We lived in the age of antibiotics. A blessing so sacred to my father, the miracle that his children would live, overshadowed his deep knowledge of the world’s trouble. My father was a scientist, a physicist. He understood that vista, understood it to his soul.
The doctors that came to see us, as doctors did when we were children, during that era of medical care, Dr. Brumberger, a stern presence, and later, Dr. Weichsel, a kind man who’s shoulders seemed weighted with compassion, gave a penicillin shot, that wonder drug that saved my father’s children’s lives, and so his own, brought an air of such importance into our house on Crown Street. The house retained the fragrance of the worn and knobbled leather medical bags that snapped open and snapped shut, wetted wooden tongue depressors left on the night table, instructions to take aspirin, prescriptions jotted and signed with fountain pen, the doctors’ voices, their perfect breath, the smell of their overcoats, and the mystique of their knowledge. Doorbell rings, doctor enters, mercury thermometer, cold, green plastic cones poked into the ears. Stomach prodded—palpated. Doctors touched their patients then. The worried parents. The pajamas pulled down, the shot given. The tears. But my father’s children lived.
I have memories of my father, not my mother, waking me in the deep hours of the night to give me a teaspoon of a sweet tasting stuff, and a glass of water to wash it down. This awakening was gravely serious. His children would get well.

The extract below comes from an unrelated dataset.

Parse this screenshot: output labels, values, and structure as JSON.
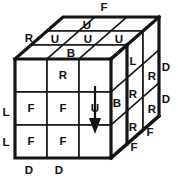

Want to play Doctor? asked the children, the boys and girls, of Crown Street, Donna PuKatch, Harvey Salzman, Stevie Berman, Aylene Muntzer, Evie Mehlman, and, maybe, me—one from our repertoire of games. But that game, played in the bushes, or hidden behind the concrete wall of the alley, wasn’t sacred. It crossed the borders children cross in the absence of adults. These were the years when children played their games on the street, stayed out all day, morning to evening, until they were called in for lunch then supper.
But my sister and I weren’t supervised either. Children were children and grownups were grownups. And in our privacy the borders we crossed were conflict driven. We fought, vicious sibling fights that sometimes drew blood. Fighting that brought our parents running in to get between us, fighting that grieved our father.

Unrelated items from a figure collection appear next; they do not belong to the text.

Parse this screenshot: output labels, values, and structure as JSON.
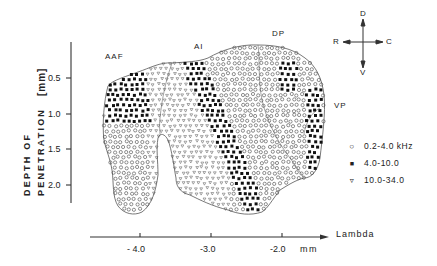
{
  "figure": {
    "y_axis": {
      "title_line1": "DEPTH   OF",
      "title_line2": "PENETRATION",
      "unit": "[mm]",
      "ticks": [
        "0.5",
        "1.0",
        "1.5",
        "2.0"
      ]
    },
    "x_axis": {
      "label": "Lambda",
      "unit": "mm",
      "ticks": [
        "- 4.0",
        "-3.0",
        "-2.0"
      ]
    },
    "regions": [
      "AAF",
      "AI",
      "DP",
      "VP"
    ],
    "orientation": {
      "up": "D",
      "down": "V",
      "left": "R",
      "right": "C"
    },
    "legend": [
      {
        "symbol": "open-circle",
        "glyph": "○",
        "label": "0.2-4.0  kHz"
      },
      {
        "symbol": "filled-square",
        "glyph": "■",
        "label": "4.0-10.0"
      },
      {
        "symbol": "open-triangle",
        "glyph": "▿",
        "label": "10.0-34.0"
      }
    ]
  },
  "chart_data": {
    "type": "scatter",
    "title": "",
    "xlabel": "Lambda (mm)",
    "ylabel": "DEPTH OF PENETRATION [mm]",
    "x_ticks": [
      -4.0,
      -3.0,
      -2.0
    ],
    "y_ticks": [
      0.5,
      1.0,
      1.5,
      2.0
    ],
    "ylim": [
      2.3,
      0.1
    ],
    "xlim": [
      -4.7,
      -1.0
    ],
    "legend_position": "right",
    "grid": false,
    "series": [
      {
        "name": "0.2-4.0 kHz",
        "marker": "open-circle",
        "regions_described": [
          "AAF ventral lobe (x -4.3 to -3.8, depth 1.3-2.1)",
          "AI caudal half / DP (x -3.0 to -1.7, depth 0.3-2.2)",
          "VP caudal margin"
        ]
      },
      {
        "name": "4.0-10.0 kHz",
        "marker": "filled-square",
        "regions_described": [
          "AAF dorsal (x -4.5 to -3.6, depth 0.6-1.4)",
          "AI diagonal band (x -3.4 to -2.5, depth 0.4-2.2)",
          "DP cluster (x -2.0 to -1.7, depth 0.4-0.8)",
          "VP band (x -1.7 to -1.6, depth 0.7-1.6)"
        ]
      },
      {
        "name": "10.0-34.0 kHz",
        "marker": "open-triangle",
        "regions_described": [
          "AAF/AI border (x -3.7 to -3.3, depth 0.5-2.1)",
          "AI rostral wedge"
        ]
      }
    ],
    "region_labels": [
      {
        "text": "AAF",
        "x": -4.2,
        "y": 0.3
      },
      {
        "text": "AI",
        "x": -3.2,
        "y": 0.25
      },
      {
        "text": "DP",
        "x": -2.0,
        "y": 0.15
      },
      {
        "text": "VP",
        "x": -1.45,
        "y": 1.1
      }
    ]
  }
}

When my sister and I played Doctor, we never crossed boundaries. My sister was a born actor. I might have been five, she, 8 and a half. She was a fine, knowledgeable medic, one who had spent 10 years in medical school, four of them as a resident. And she never broke character. She was Stanislavski before either of us knew anything about that revered name. She was the Doctor Steinberg, and because she was so thoroughly true, I never broke character, either. I was full of respect, but I wasn’t afraid. There would be no pain inflicted, no injections, and no violation of either of our privacy. I see now that my sister Jolene was a homeopathic doctor, another name we would not know for half a lifetime. She practiced homeopathic medicine; she used natural remedies. She’d wet a tissue with tap water, ordinary water from our bathroom sink. She’d wring the tissue almost dry, then ask me to open my hand. Then she’d press the damp tissue into my palm and close my hand gently around it. “Now, don’t open your hand,” she’d say. And I didn’t until she said I could.
Lee Strassburg’s Actor’s Studio, descendent of Stanislavsky. I’d enter the game with all the belief that comes naturally to a theatrically inclined child—it takes a good audience to see the truth of a good actor. It takes a younger sister—my sister Jolene’s captive audience, me, captive by family, and by the ethereal magic of my sister, my sister, Jolene.
What games did you play as a child? If you have siblings, what is one of your strongest memories of play with them, and have you ever written about it? What did you think of Helena’s latest column? Share with us in the comments.